In the one bit of company management training I got, the company lawyer explained: As a manager, you represent the company and its interests 24/7. You can try to help an employee but only so far as it doesn't affect the company's bottom line.

There was a lot more and it was eye-opening.

When the company lawyer is teaching management how to manage, the company culture has lost all positive vitality. As a first-line manager, my reports and my boss understand that my job is to align in both directions. We're in this together. At times I have to help our team understand that they need to make some sacrifice for the sake of the business, and at times I have to help my management understand that the business needs to make some sacrifice for the sake of the team members.

I'm trying to build a culture of loyalty where we take care of each other and where people can stay and continue growing for a decade or more. The day my management tells me the company's bottom line matters more than the people who deliver that bottom line is the day I'm out the door, and my team with me if I can swing it.

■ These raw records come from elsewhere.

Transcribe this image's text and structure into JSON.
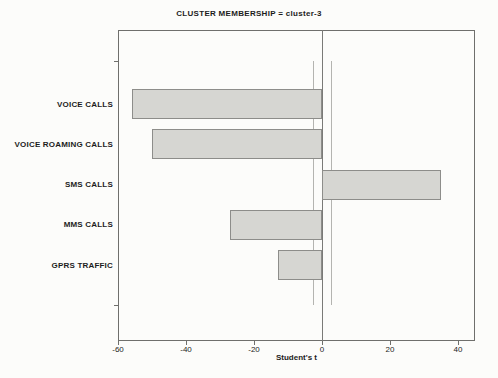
{
  "figure": {
    "kind": "scanned statistical profile plot"
  },
  "colors": {
    "background": "#fcfcfa",
    "text": "#1c1c1c",
    "frame": "#6f6f6c",
    "zero_line": "#7a7a77",
    "reference_line": "#b4b4b0",
    "bar_fill": "#d6d6d2",
    "bar_border": "#8d8d8a"
  },
  "chart_data": {
    "type": "bar",
    "orientation": "horizontal",
    "title": "CLUSTER MEMBERSHIP = cluster-3",
    "xlabel": "Student's t",
    "ylabel": "",
    "categories": [
      "VOICE CALLS",
      "VOICE ROAMING CALLS",
      "SMS CALLS",
      "MMS CALLS",
      "GPRS TRAFFIC"
    ],
    "values": [
      -56,
      -50,
      35,
      -27,
      -13
    ],
    "xlim": [
      -60,
      45
    ],
    "x_ticks": [
      -60,
      -40,
      -20,
      0,
      20,
      40
    ],
    "zero_line_x": 0,
    "reference_lines": [
      -2.6,
      2.7
    ],
    "grid": false,
    "legend_position": "none",
    "bar_fill": "#d6d6d2",
    "bar_border": "#8d8d8a"
  }
}
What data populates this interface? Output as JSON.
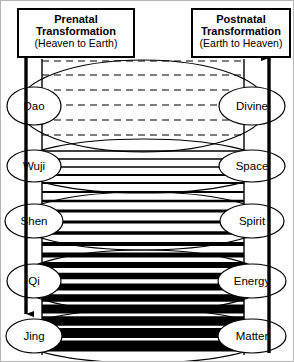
{
  "headers": {
    "left": {
      "title_line1": "Prenatal",
      "title_line2": "Transformation",
      "subtitle": "(Heaven to Earth)"
    },
    "right": {
      "title_line1": "Postnatal",
      "title_line2": "Transformation",
      "subtitle": "(Earth to Heaven)"
    }
  },
  "arrows": {
    "left": {
      "name": "downward-arrow",
      "direction": "down",
      "meaning": "Heaven to Earth"
    },
    "right": {
      "name": "upward-arrow",
      "direction": "up",
      "meaning": "Earth to Heaven"
    }
  },
  "levels": [
    {
      "left_label": "Dao",
      "right_label": "Divine",
      "density": "dashed",
      "line_weight": 1,
      "y": 105
    },
    {
      "left_label": "Wuji",
      "right_label": "Space",
      "density": "thin-solid",
      "line_weight": 1.6,
      "y": 165
    },
    {
      "left_label": "Shen",
      "right_label": "Spirit",
      "density": "medium-solid",
      "line_weight": 3,
      "y": 220
    },
    {
      "left_label": "Qi",
      "right_label": "Energy",
      "density": "thick-solid",
      "line_weight": 6,
      "y": 280
    },
    {
      "left_label": "Jing",
      "right_label": "Matter",
      "density": "very-thick-solid",
      "line_weight": 10,
      "y": 335
    }
  ],
  "colors": {
    "ink": "#000000",
    "background": "#ffffff",
    "border": "#b5b5b5"
  }
}
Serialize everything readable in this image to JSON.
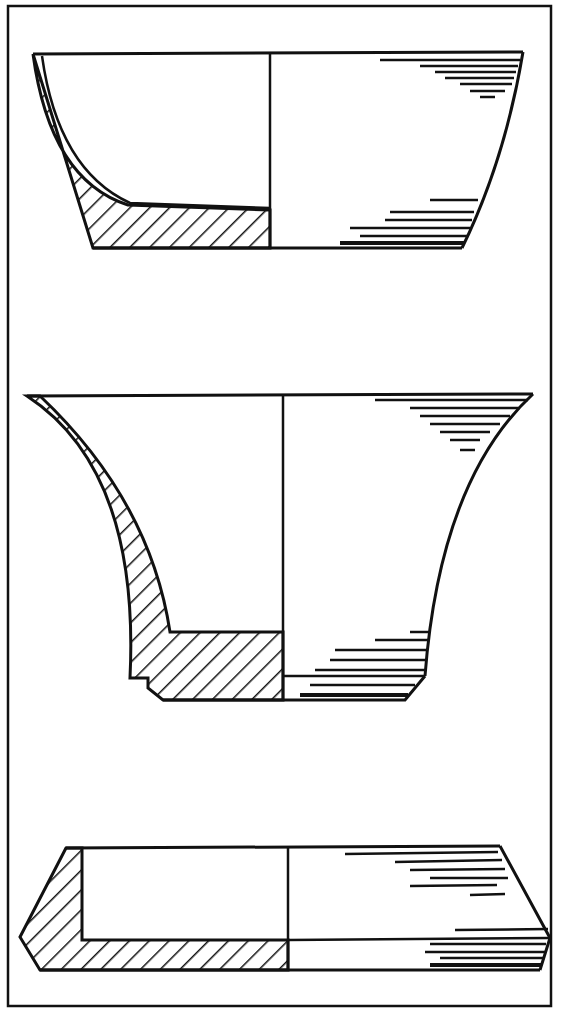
{
  "figure": {
    "type": "archaeological pottery profile drawings",
    "frame": {
      "x": 7,
      "y": 5,
      "width": 545,
      "height": 1002
    },
    "colors": {
      "ink": "#111111",
      "paper": "#ffffff"
    },
    "vessels": [
      {
        "name": "deep-bowl",
        "description": "Bowl with curved left profile, sectioned (hatched) left half, shaded exterior right half",
        "rim_y": 53,
        "base_y": 248
      },
      {
        "name": "flared-cup",
        "description": "Flared vessel with stepped foot ring, hatched section left, shaded right",
        "rim_y": 395,
        "base_y": 700
      },
      {
        "name": "shallow-dish",
        "description": "Shallow carinated dish with angular profile",
        "rim_y": 847,
        "base_y": 970
      }
    ]
  }
}
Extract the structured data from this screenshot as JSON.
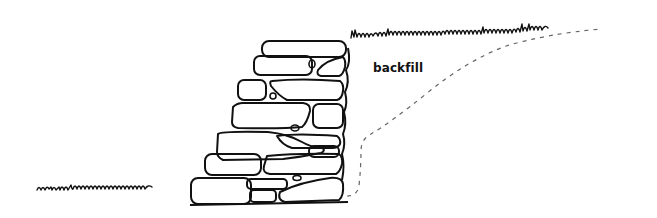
{
  "diagram": {
    "labels": {
      "backfill": "backfill"
    },
    "colors": {
      "background": "#ffffff",
      "ink": "#111111",
      "dashed_line": "#666666"
    },
    "elements": [
      "stone wall (7 courses, battered face)",
      "backfill boundary (dashed curve)",
      "upper ground grass line",
      "lower ground grass line"
    ]
  }
}
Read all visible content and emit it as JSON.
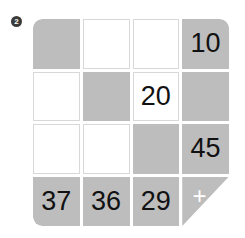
{
  "exercise": {
    "number_badge": "2"
  },
  "grid": {
    "rows": 4,
    "columns": 4,
    "shaded_color": "#bdbdbd",
    "blank_color": "#ffffff",
    "text_color": "#111111",
    "plus_symbol": "+",
    "cells": [
      {
        "value": "",
        "state": "shaded"
      },
      {
        "value": "",
        "state": "blank"
      },
      {
        "value": "",
        "state": "blank"
      },
      {
        "value": "10",
        "state": "shaded"
      },
      {
        "value": "",
        "state": "blank"
      },
      {
        "value": "",
        "state": "shaded"
      },
      {
        "value": "20",
        "state": "blank"
      },
      {
        "value": "",
        "state": "shaded"
      },
      {
        "value": "",
        "state": "blank"
      },
      {
        "value": "",
        "state": "blank"
      },
      {
        "value": "",
        "state": "shaded"
      },
      {
        "value": "45",
        "state": "shaded"
      },
      {
        "value": "37",
        "state": "shaded"
      },
      {
        "value": "36",
        "state": "shaded"
      },
      {
        "value": "29",
        "state": "shaded"
      },
      {
        "value": "",
        "state": "triangle"
      }
    ]
  }
}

Others have flagged the legal obstacles. More practically, not doing so can affect your own perceived performance and career trajectory. There's also the problem that reports don't take the following message very well: "you're getting screwed. It's not my fault. It's the system."

There's a reason I said this was in the past. I felt like you had to become dead inside to succeed.

Good managers I had did not pretended orders from up above are their own nor that they agree with them. They just told us to do it anyway, but validated our concerns.